About ToBeHost : the last of my student's projects
Par Mathieu le jeudi 1 octobre 2015, 23:55 - My Life - Lien permanent
Hello there, this is not your ordinary reading on this blog. This post is a sort of introduction for a series of posts about the making of a free web hosting provider, implementing a web panel from scratch using Drupal for front-end and Puppet as back-end.
But first, let me introduce you the reason why we started the project. I said “we” because I am not the only one in the boat, but it’s me who will make all the technical choices, and implement it. I am also the one who was saying “give up” to my colleague a few months ago, before going back with this new and exciting crazy idea.
Genesis
ToBeHost is a project we started around 2008~2009. Before that, I was an active member at a free hosting provider (“Chez Mémé .net”). When this hosting provider closed, due to the lack of time from its founders, me and a friend I met on this hosting provider stated that we had both the technical and time resources to make our own hosting provider. It was just loaning a dedicated server and configuring all the stuff you need to have your site working. We were not experts (yet), but be were confident in the fact that we had the capacities to learn, and to make it working. This is also the moment where I started hacking on GNU/Linux
We tried several web panels. Between love and hate, we finally choose VHFFS. VHFFS is a great piece of software. For the kiddie I was, it was the sort of “perfect-even-scary” piece of Linux engineering. Because mass web hosting involves dealing with a lot of “subsystems” to make it work, what VHFFS was doing was simply amazing to me. Using libnss and nscd to make system user from a database was for me the cleverest way to make system users without having to deal with system commands. Using unix permissions and system users and groups instead of hacky chroots, safe_mode, and open_basedir was definitely feeling right to me. I learned a lot about Linux and Debian, and my first (and actually unique) contributed patch made me feel so proud of me.
The long love (and hate) story
Dealing with a single server, on a student time, was not complicated. When something went wrong, I was looking for the answer by myself because I was (and I am still) afraid of what people can think or say to me on a public IRC channel. We had some downtimes, and a few fears while restoring backups, but things were globally going well.
Some things were a little bit cumbersome, but I was thinking that it was part of the job. Re-compiling PureFTPD ans MySQL package at each upgrade was not actually a problem, because I was eager to learn how to patch, compile, and hack into Debian. I even rewrote the SQL queries when we upgraded to Debian Lenny, which was using libnss2.
The years passed, I was growing and becoming older (hey, don’t laugh). My years at university was taking much and much time over my “internet time”, as I was getting involved in the students’ association and my final exams were approaching. Finally, the project was in an informal standby, we decided that we had to close it, because we were both very busy elsewhere.

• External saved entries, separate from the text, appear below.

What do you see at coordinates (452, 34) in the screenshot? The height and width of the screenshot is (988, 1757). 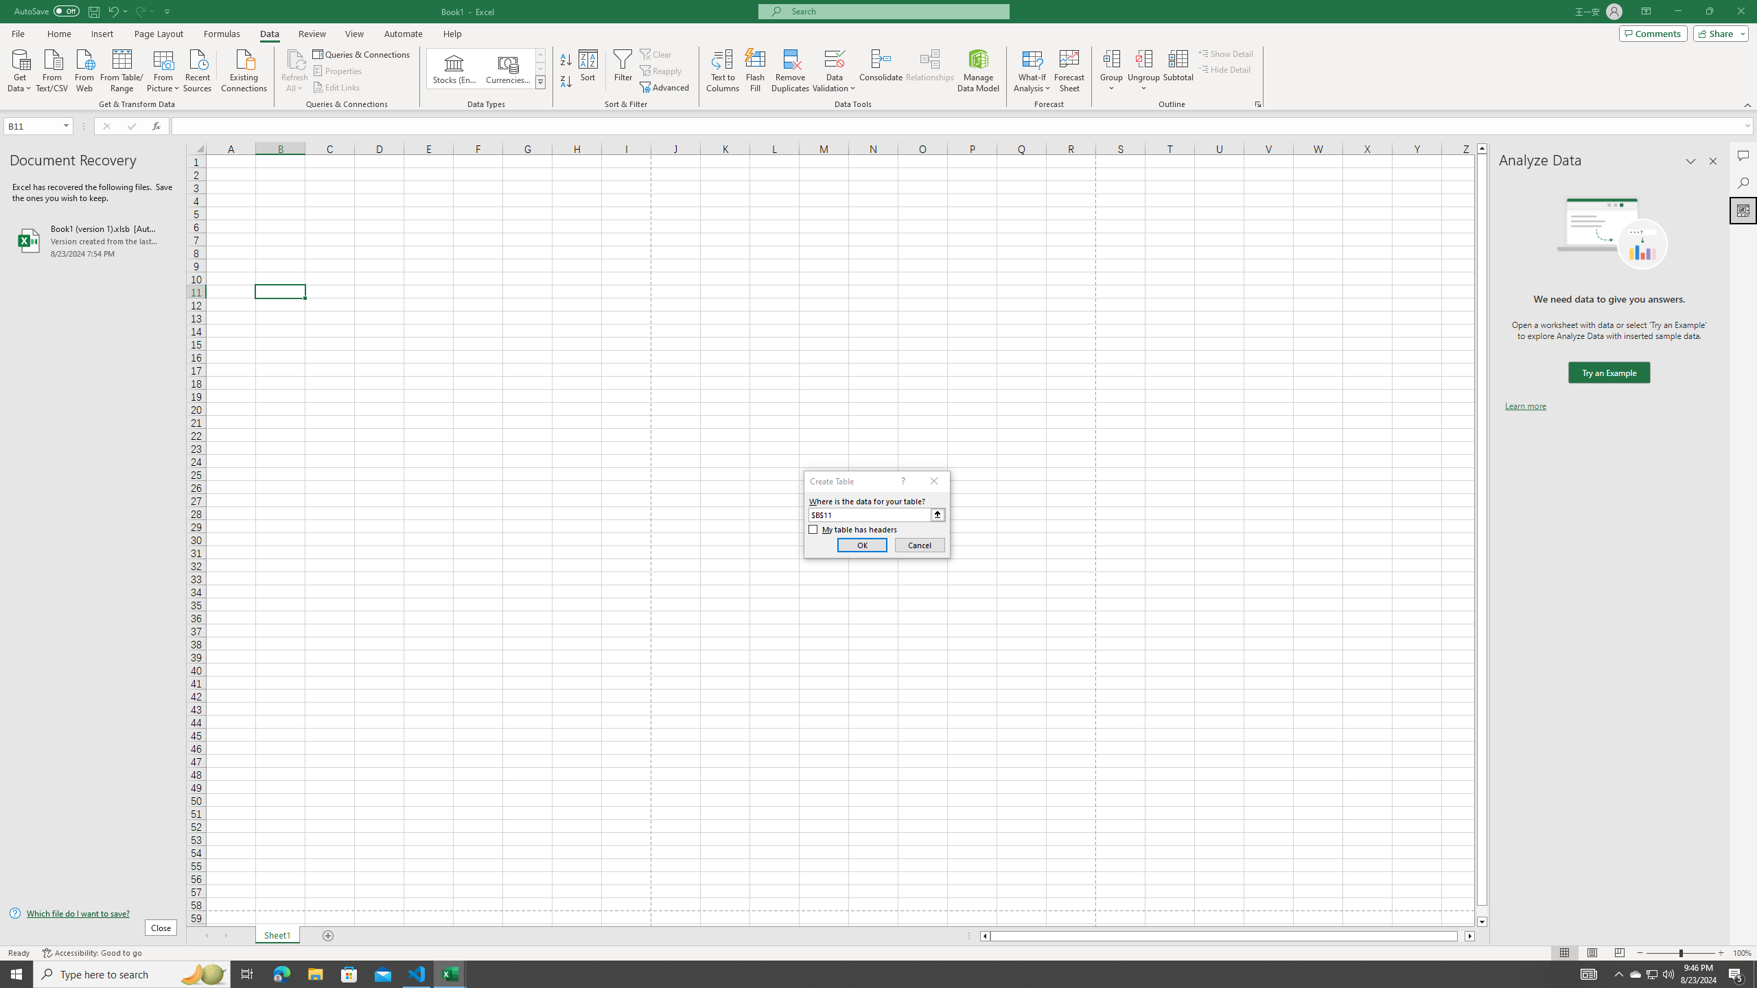 I see `Help` at bounding box center [452, 34].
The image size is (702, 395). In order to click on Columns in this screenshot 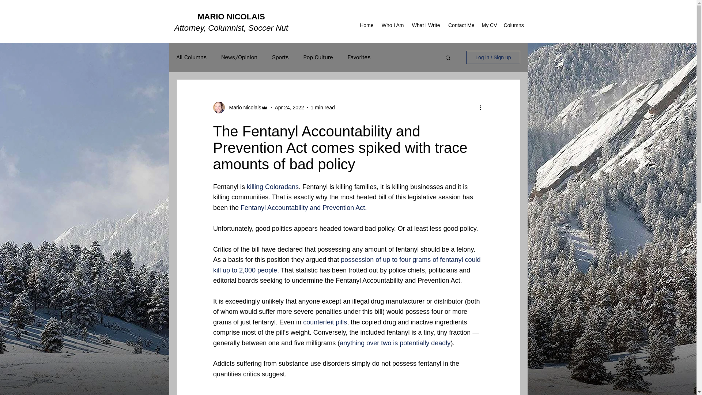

We officially closed. We sent the mail to users, I was ready to backup my configuration files and delete the data. We didn’t do it. Because of our sloppy feelings, and the fact that “it worked”, without “touching anything”. It was such a pity to let it go.
The last breath (or not)
Some months ago, we realized it had been several years that the project was officially dead. I didn’t stop hacking Linux. I had left my full-time job because I was working too much on projects I didn’t like (and some other reasons), and was running a freelance activity. My colleague was running a successful IT company with his associates, and we were working together on some professional projects (we still are).
New tools and software have appeared since my last glance to ToBeHost, and I also learned how to use new tools. I asked my colleague to let the project go, but we finally paid another month for the server.
And then, I thought: web hosting is actually what I am into at that time. I know how to do it the right way, with the smallest administration effort. None of the alternative panels was fitting as well as VHFFS for the work we wanted. Let’s take all the VHFFS goods (strictly unix permissions, not be afraid of user access to shell, trust user isolation and quota), and add some bullshit (PHP panel, made on top of a CMS), with a little bit of magic (Puppet automation). Let’s put it together, and see what is coming from it.
Voilà. This is how this project started.
Addendum
The project started, and it is pratically ready for beta-test. I will try to write that series of posts and explain how we made it, in order to inspire other people, and to help me keep my ideas clear.
As you may think, it is and it will be highly experimental. I don’t know if the growing of Puppet objects will be sustainable in the long term. I don’t know if Drupal will drive me crazy to the point I would rage delete my code. I don’t know if the whole project will be clean enough to release it opensource. But we will try.